Mapping The Storm
Entry by: quietmandave
13th September 2017
You know this place, you know the tides. You know it so well that you can almost identify the day of the year from the height of the tide, from the high of the spring and autumn tides to the lows or the summer and winter tides. You know the shape, the pattern of the waves, depending on the precise direction of the wind, how the waves flow, break, how the white surf skims off the tops of the waves under certain wind conditions. You know that at high tide the movement of the swell flattens out as a sine wave, barely advancing or receding as it turns. For quite a while you can sit in a place and watch the sea almost touch your feet and know that it will come no higher. A little bit further up there is a dried bunch of flowers where a man died only a few weeks ago. He went in chasing his dog in a storm. The dog survived but the man, he was pulled out to sea by the current. The water flows as it it is a thicker liquid than it actually is. At times it seems to boil, and you would believe that it is boiling except that the cold spray is spitting on your face. You feel the coldness in your hair, on your cheeks, on your chin. The wind dries the salt to your lips, and you feel the tiny cracks as you grimace at the incoming wind. The sea rises and falls like a heartbeat, insistent, endless, pulsing. The wind picks up for a second and there is an arrhythmia in the beat, which temporarily stops. Then a wave crashes harder onto the stone below, and your hair is full of spots of salty water. You laugh, because, yes, this does sometimes happen. You look around to see whether anyone saw this, but the promenade is deserted. The wind picks up quickly, whipping up the waves. And yet you stay where you are, somehow believing that you are greater than the force of the sea. More and more spray marks your body and your clothes. You pull your coat up around you, but you know you can never get dry from the salty water. The waves lash over your head and you have to close your eyes to stop the stinging. You feel the water all around you. You feel the water enter your shoes. Your feet are damp, your socks are saturated. Little by little the water covers every space on your clothing. The wind is nearly unbearable now, and yet you sit there facing the storm, believing that somehow you can beat it.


- _Exercise requirements_: From the entries that follow, copy each line containing the word "Open".
(Exercise data)
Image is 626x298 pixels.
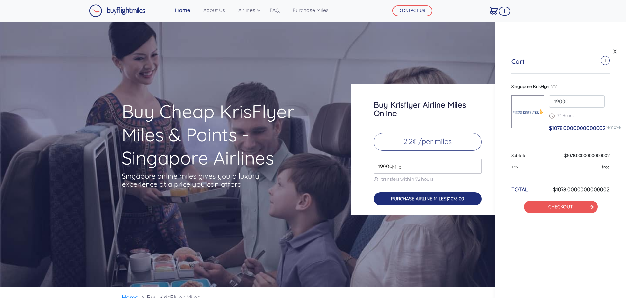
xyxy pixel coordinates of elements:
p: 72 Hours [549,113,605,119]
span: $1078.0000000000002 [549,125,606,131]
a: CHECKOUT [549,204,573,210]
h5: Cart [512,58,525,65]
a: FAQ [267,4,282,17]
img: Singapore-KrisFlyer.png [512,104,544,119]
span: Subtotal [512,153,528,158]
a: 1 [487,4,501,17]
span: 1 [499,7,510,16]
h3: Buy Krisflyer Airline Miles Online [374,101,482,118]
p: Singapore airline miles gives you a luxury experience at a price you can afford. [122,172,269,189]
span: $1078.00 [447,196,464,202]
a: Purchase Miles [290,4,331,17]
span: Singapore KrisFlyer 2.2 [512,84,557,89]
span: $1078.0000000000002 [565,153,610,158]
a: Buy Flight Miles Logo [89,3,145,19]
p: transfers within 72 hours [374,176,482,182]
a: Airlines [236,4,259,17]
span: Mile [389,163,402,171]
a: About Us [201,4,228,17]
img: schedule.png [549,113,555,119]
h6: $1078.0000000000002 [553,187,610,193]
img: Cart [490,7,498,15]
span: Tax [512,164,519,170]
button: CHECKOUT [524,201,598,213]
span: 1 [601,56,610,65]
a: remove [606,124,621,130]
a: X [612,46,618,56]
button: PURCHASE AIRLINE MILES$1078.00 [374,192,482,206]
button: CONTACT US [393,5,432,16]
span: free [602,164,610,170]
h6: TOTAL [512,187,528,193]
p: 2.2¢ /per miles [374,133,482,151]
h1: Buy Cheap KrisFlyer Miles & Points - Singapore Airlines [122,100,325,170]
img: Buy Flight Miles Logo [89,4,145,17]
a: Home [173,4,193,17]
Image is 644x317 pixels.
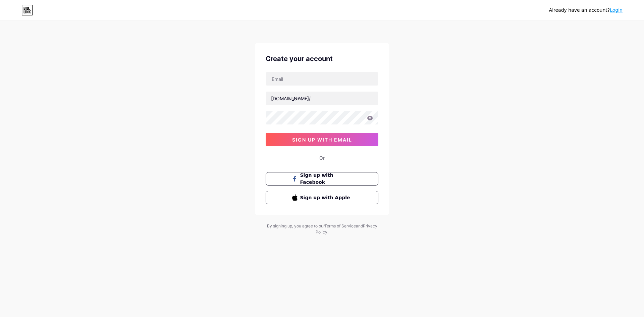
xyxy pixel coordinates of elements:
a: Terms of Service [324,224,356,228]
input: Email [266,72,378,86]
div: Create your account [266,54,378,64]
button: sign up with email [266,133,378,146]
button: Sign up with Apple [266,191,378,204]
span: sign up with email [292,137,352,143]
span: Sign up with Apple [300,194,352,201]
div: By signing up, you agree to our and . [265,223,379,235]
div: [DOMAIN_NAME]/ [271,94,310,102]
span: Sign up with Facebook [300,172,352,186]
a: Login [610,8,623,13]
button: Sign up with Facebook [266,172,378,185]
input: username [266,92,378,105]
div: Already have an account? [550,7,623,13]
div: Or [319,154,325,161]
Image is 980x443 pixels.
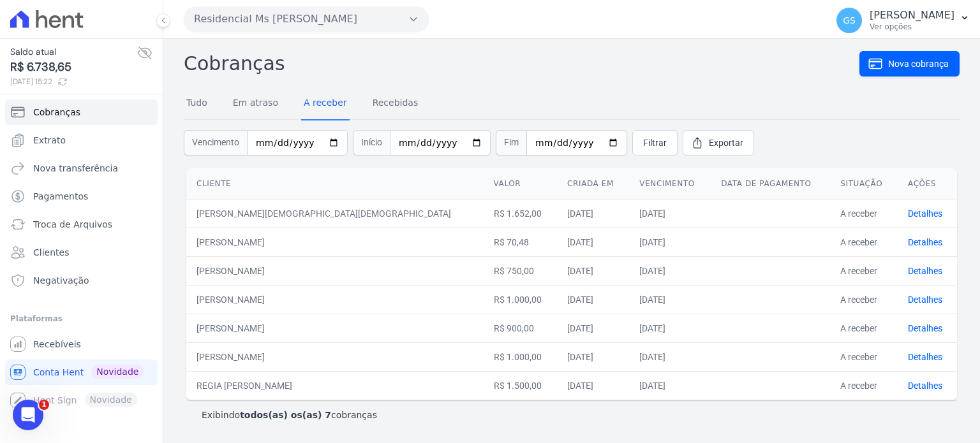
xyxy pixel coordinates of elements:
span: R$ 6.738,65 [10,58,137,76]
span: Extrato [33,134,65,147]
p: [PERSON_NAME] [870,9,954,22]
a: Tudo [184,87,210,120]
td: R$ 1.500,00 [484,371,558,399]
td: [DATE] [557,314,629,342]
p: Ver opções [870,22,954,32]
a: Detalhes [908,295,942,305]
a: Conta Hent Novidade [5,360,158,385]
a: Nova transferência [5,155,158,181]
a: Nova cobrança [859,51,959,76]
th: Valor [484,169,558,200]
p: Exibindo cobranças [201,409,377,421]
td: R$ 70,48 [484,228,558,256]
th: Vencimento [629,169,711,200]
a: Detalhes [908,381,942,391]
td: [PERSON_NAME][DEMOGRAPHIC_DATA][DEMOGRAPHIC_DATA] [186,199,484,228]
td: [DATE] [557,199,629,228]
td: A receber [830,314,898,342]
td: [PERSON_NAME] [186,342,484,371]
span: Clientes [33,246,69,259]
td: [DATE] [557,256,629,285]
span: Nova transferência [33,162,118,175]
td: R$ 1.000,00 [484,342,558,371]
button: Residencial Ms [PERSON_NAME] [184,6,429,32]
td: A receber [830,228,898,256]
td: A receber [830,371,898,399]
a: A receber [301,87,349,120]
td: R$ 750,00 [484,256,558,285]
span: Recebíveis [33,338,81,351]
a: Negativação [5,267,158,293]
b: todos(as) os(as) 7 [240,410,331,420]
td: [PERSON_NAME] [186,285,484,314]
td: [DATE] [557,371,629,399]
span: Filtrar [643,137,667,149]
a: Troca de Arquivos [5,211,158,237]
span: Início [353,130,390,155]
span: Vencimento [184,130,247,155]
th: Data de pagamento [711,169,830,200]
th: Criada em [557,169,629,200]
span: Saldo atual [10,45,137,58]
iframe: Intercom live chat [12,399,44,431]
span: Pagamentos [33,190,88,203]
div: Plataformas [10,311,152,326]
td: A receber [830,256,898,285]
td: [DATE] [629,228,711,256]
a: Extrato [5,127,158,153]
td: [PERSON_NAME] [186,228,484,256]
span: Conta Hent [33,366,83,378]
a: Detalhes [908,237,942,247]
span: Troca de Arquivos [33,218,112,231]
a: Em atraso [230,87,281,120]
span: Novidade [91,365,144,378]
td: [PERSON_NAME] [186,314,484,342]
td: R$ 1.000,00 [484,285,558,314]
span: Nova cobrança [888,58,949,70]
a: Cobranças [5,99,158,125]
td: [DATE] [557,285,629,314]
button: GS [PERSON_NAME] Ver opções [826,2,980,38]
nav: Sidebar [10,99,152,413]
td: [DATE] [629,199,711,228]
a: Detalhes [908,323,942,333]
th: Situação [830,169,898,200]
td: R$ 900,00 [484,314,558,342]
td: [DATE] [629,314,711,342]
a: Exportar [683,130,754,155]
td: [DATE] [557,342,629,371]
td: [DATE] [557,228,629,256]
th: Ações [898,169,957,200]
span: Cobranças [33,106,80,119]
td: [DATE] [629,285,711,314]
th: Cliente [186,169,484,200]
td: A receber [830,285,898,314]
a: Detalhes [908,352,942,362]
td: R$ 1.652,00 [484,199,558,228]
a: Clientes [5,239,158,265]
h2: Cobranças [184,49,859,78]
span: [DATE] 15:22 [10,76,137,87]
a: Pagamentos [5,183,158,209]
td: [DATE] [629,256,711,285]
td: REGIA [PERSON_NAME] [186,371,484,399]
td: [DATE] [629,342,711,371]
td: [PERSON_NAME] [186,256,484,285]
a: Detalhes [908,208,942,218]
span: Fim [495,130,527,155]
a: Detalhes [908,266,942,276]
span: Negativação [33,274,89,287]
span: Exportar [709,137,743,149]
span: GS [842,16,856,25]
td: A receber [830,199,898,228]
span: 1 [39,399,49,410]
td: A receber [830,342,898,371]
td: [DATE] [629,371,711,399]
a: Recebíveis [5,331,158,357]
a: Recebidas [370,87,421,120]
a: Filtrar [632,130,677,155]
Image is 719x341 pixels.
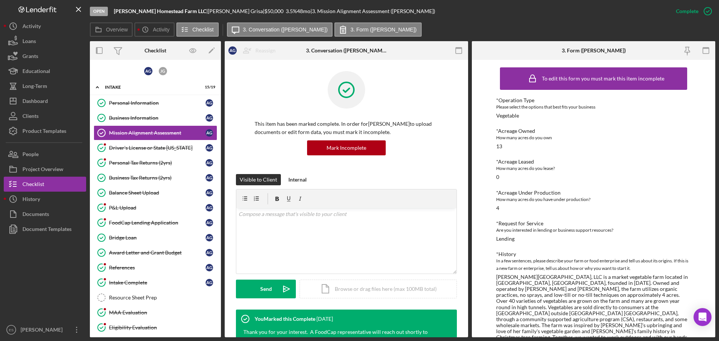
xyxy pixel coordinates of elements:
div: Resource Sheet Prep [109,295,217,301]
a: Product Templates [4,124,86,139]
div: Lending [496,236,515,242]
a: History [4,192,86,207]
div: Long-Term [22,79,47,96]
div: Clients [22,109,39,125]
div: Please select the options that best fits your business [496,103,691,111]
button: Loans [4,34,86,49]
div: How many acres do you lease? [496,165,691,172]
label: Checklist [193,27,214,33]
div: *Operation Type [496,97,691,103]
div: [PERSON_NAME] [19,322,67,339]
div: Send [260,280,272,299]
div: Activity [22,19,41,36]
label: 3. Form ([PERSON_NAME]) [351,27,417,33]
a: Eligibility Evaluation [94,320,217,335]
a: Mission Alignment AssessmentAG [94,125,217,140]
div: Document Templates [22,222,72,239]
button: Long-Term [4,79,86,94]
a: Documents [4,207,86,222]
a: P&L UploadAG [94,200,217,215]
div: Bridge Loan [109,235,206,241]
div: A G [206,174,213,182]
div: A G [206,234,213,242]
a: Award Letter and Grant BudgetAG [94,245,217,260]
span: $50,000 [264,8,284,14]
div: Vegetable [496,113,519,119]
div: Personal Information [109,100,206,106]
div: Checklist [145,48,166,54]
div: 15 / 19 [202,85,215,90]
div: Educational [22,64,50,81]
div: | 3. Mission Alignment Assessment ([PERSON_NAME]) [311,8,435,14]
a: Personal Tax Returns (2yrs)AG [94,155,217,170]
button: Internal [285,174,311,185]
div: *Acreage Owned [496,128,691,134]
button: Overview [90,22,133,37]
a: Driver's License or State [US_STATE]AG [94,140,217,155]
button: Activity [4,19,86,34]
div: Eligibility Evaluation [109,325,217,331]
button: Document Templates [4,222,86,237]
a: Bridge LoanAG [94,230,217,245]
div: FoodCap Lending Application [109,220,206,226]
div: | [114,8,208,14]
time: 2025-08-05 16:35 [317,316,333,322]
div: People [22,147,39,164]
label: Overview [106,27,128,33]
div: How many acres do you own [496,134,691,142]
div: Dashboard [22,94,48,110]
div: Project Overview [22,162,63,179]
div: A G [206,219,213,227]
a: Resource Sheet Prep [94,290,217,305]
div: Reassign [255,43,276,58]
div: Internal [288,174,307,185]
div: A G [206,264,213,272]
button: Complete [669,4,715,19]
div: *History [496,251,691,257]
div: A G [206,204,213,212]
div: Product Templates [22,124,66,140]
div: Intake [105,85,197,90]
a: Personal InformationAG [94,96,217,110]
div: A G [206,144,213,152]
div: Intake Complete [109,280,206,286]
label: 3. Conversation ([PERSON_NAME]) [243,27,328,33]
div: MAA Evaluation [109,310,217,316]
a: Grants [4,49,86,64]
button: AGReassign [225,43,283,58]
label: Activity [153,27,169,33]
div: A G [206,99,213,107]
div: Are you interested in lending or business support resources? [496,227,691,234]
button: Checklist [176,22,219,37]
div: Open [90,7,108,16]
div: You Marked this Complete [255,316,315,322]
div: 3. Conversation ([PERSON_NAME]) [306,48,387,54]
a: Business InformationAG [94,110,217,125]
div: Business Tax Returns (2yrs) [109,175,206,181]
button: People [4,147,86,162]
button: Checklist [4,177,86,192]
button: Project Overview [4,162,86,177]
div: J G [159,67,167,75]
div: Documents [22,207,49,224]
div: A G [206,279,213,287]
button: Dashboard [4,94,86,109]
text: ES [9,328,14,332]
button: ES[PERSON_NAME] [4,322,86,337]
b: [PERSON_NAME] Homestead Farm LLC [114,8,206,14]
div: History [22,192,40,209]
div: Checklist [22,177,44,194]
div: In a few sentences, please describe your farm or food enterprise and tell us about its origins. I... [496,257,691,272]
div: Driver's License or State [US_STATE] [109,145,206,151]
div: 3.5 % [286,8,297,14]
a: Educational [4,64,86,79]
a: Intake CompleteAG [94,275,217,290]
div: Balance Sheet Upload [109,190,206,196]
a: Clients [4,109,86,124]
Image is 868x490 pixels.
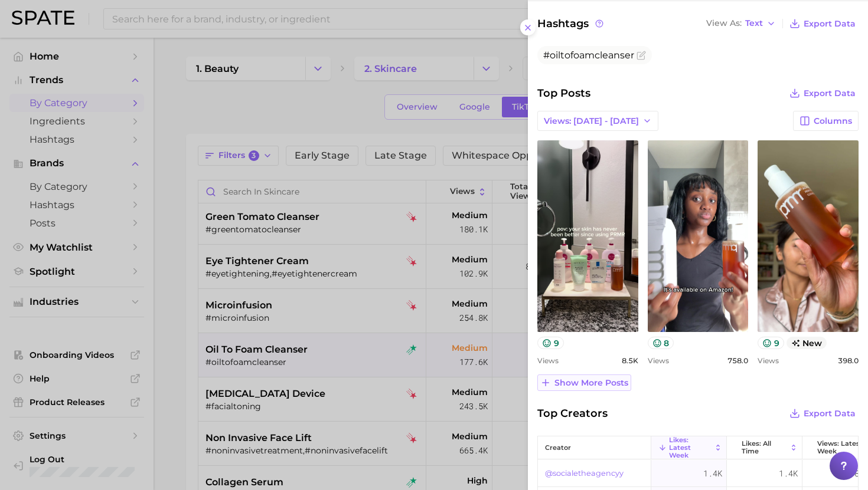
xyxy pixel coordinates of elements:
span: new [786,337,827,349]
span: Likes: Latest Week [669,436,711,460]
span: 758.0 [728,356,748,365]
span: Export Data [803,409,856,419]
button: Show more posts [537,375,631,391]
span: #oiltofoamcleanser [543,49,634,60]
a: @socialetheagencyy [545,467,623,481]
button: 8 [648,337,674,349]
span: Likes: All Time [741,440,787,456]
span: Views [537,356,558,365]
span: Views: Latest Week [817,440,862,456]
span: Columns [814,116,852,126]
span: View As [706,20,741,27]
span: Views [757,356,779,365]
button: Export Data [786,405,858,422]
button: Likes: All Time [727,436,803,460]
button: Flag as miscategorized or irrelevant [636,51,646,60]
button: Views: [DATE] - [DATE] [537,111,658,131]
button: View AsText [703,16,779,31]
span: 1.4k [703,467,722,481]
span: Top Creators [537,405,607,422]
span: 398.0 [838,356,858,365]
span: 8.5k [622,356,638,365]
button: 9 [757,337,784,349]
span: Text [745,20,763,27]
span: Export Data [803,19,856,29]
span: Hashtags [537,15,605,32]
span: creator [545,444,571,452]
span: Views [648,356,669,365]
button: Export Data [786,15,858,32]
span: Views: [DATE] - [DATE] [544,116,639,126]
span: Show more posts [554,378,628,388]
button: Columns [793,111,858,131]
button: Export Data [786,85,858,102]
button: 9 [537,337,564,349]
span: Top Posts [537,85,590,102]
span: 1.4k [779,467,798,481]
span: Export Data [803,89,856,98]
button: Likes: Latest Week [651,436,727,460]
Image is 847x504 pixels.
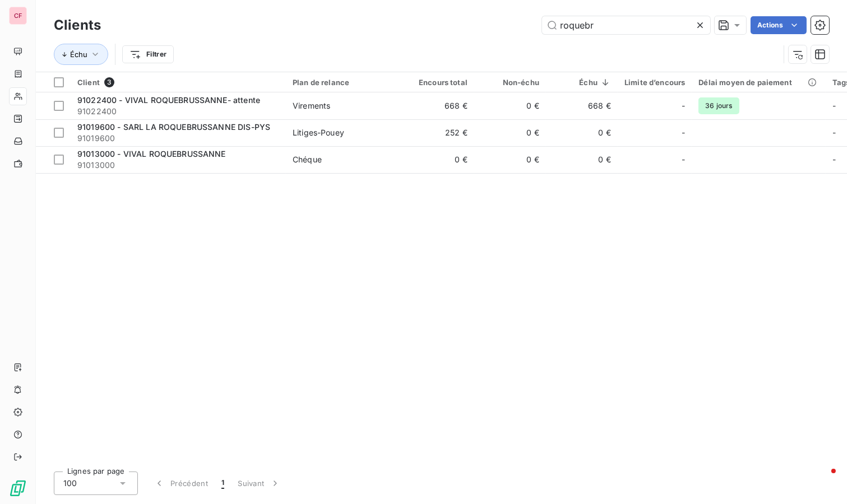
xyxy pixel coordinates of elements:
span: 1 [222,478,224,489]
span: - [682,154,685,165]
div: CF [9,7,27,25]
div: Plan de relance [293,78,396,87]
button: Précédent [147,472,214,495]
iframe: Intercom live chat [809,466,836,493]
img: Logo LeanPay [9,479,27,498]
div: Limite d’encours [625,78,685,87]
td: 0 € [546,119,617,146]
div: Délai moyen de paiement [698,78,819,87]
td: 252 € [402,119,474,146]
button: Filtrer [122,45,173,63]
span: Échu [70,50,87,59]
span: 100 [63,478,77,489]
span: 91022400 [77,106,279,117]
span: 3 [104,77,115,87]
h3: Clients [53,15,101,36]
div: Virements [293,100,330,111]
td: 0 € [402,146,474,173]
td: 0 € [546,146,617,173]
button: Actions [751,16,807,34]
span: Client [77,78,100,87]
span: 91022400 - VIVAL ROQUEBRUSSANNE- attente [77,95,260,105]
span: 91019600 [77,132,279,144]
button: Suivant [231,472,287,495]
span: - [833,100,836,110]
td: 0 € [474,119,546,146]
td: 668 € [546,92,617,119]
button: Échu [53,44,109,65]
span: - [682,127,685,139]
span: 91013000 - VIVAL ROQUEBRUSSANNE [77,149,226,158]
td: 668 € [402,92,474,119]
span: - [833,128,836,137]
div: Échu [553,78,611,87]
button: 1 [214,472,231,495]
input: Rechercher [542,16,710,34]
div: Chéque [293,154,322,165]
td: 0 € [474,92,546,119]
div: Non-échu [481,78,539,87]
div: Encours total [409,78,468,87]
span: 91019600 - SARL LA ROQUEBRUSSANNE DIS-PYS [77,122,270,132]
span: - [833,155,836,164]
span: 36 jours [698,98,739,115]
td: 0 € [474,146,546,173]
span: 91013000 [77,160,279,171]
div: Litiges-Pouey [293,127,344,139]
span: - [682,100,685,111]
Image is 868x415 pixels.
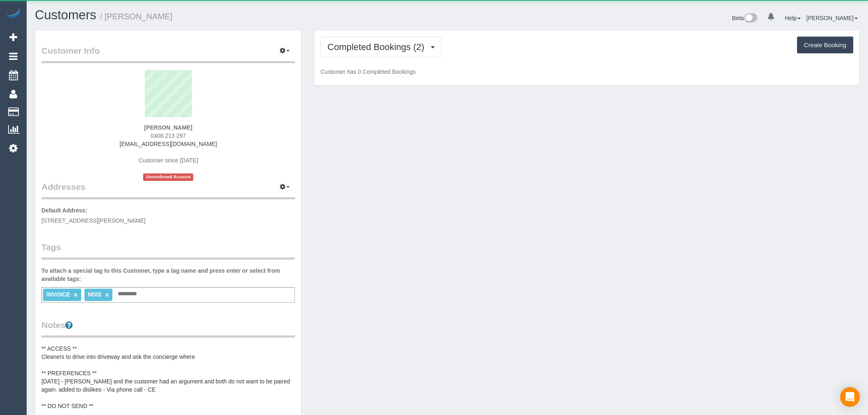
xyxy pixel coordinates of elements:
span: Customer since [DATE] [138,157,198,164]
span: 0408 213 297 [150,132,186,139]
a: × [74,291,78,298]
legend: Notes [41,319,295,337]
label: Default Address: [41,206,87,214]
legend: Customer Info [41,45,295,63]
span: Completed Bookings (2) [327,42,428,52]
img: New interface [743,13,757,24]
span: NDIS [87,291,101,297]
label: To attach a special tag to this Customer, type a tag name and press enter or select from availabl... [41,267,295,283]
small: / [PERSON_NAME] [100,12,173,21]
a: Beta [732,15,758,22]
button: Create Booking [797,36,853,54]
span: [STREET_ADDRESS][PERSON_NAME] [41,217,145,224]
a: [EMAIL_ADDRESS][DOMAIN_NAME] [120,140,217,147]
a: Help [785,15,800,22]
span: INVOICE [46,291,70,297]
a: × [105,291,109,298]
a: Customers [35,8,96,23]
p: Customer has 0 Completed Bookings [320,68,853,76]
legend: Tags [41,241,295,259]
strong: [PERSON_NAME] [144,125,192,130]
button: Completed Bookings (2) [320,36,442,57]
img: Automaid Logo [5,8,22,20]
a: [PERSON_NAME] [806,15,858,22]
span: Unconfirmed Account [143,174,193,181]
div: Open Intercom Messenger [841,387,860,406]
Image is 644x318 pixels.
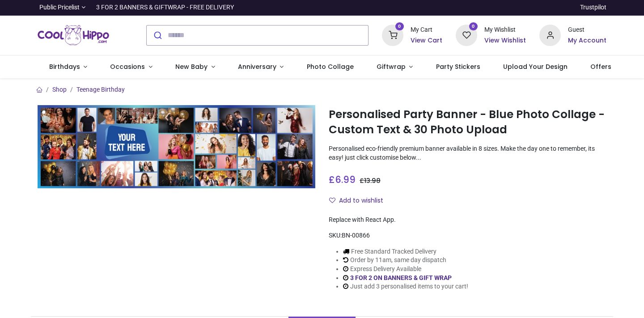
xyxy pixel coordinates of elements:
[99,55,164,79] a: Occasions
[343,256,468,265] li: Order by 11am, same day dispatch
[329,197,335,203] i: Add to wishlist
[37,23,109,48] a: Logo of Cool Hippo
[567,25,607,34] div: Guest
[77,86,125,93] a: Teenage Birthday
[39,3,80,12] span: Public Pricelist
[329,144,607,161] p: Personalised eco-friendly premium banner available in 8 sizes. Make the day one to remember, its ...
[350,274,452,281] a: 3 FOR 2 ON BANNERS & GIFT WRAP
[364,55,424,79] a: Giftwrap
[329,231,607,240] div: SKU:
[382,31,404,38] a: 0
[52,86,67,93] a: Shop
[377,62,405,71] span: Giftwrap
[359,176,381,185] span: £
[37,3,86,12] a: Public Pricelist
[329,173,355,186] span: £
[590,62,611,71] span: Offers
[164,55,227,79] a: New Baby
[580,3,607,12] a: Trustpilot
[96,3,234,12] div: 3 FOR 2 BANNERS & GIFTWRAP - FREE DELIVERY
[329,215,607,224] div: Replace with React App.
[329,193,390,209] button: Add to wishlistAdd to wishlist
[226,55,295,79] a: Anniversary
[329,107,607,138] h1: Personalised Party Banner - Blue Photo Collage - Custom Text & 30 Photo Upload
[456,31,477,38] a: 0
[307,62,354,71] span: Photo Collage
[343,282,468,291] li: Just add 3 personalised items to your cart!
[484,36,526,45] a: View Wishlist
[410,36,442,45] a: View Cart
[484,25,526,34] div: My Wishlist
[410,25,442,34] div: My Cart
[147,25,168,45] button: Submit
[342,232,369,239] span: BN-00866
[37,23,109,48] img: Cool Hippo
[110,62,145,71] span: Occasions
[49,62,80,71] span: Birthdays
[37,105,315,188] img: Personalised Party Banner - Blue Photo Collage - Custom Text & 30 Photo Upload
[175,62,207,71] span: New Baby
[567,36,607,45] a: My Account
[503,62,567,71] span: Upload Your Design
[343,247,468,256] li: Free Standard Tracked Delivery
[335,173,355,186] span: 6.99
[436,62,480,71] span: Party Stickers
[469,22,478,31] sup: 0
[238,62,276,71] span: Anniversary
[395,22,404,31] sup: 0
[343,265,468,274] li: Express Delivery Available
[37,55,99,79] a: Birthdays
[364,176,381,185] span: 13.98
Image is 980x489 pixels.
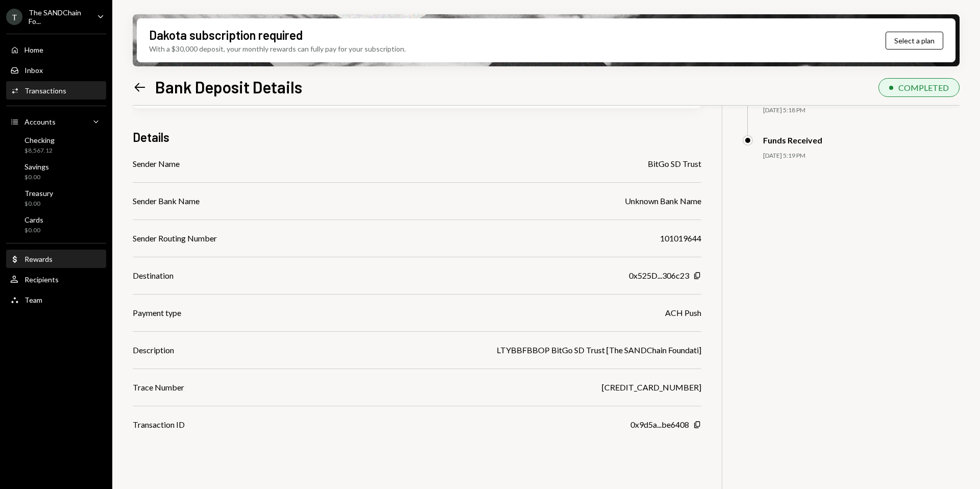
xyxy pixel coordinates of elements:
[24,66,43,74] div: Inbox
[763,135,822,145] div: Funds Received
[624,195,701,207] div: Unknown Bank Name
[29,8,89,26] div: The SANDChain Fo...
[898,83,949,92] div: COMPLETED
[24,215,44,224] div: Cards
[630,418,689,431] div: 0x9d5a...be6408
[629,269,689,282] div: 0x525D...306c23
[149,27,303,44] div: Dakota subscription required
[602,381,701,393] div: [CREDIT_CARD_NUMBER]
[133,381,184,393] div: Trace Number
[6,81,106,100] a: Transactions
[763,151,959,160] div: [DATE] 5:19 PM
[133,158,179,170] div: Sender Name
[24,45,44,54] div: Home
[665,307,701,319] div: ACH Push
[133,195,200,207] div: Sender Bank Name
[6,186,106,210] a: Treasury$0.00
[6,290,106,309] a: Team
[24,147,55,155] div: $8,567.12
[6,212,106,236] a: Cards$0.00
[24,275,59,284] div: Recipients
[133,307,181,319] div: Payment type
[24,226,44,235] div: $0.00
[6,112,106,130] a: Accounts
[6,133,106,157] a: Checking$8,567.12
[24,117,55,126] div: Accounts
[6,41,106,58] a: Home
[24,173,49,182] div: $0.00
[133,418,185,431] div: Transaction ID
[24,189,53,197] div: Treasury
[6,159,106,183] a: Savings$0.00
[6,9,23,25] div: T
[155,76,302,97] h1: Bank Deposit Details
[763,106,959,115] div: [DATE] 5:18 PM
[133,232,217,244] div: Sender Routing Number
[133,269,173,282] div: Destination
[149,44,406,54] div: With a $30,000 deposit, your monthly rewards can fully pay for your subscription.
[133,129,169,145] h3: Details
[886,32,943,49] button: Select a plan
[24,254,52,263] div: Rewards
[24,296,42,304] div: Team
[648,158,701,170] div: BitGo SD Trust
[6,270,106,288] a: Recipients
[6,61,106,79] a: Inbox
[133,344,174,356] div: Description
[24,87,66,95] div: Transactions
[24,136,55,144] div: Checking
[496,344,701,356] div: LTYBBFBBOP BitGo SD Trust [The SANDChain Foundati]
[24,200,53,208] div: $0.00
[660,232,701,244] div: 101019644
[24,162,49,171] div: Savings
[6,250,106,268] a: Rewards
(End Exercise data)
- _Final answer_:
div: Open [90,7,108,16]
div: Open Intercom Messenger [841,387,860,406]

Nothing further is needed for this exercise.